Eventually, however, all cooking noises ceased and an appetizing plate landed at her spot at the table. He looked over at her and she realized that with her wild curly hair, gigantic white sweat shirt, bare legs and socks planted on the hardwood floor, she must be a sight. She sensed him looking right at her insuppressible smile and so turned her eyes on him.
     “It’s done,” she said.
     “Really?”
     She nodded and moved slowly over to the table like one in a dream. The smile kept growing. She sat across from him. She said it again.
     “Done.”
     “It’s spectacular?”
     She just nodded, grinning.
     “It’s the greatest thing you’ve ever done.” He didn’t speak it like a question.
     “Yes.”
     “And it’s done.”
     “Yes.”
     “Did you end up with the second design?”
     “Oh, you don’t even know. The second design died around midnight, about an hour after I called you. Karl, there’s much, much more.”
     “I see.”

her mind had made       7

     “I can’t even explain it. Everything happened in process. It went beyond.” She loved him substantially; that was the only reason she verbalized even this much. The events of the deep night were like new parts of her, organs which had just grown out. They hurt. But they thrilled as well.

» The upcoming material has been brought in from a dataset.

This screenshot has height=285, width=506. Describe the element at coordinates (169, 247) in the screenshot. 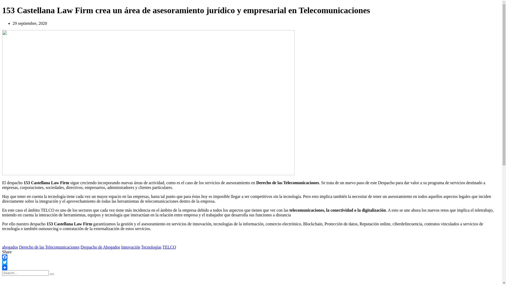

I see `TELCO` at that location.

     “Do you have to go back?” she asked.
     “No class this afternoon, no. Anyway, the entire University is probably closing down. I’m telling you, this is no joke. The river and the lake are still frozen solid and the storm drains are backing up.”
     “Come with me.”
     “You’re going back there?”
     “I have to. It’s not a choice. Even if I have to swim, I’ll be gone in less than fifteen minutes.”
     “I guess I’d better go. Save you from drowning.”

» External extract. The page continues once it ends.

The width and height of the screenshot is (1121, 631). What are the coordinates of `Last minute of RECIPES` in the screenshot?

     She smiled greatly at him, but in a second or two the smile went beyond, took on a life of its own. Her eyes welled up and her face filled with a piercing, ingenuous joy. She cared not that her lover saw. She was safe there, in her home, in the presence of he who would not betray her, not gainsay her emotion. She let many things come true in her face, then. Her tears flowed not from the failing of her soul, but only from the opposite of pain: from naked radiance.
     “I’ve never seen anything so beautiful in my life,” he whispered.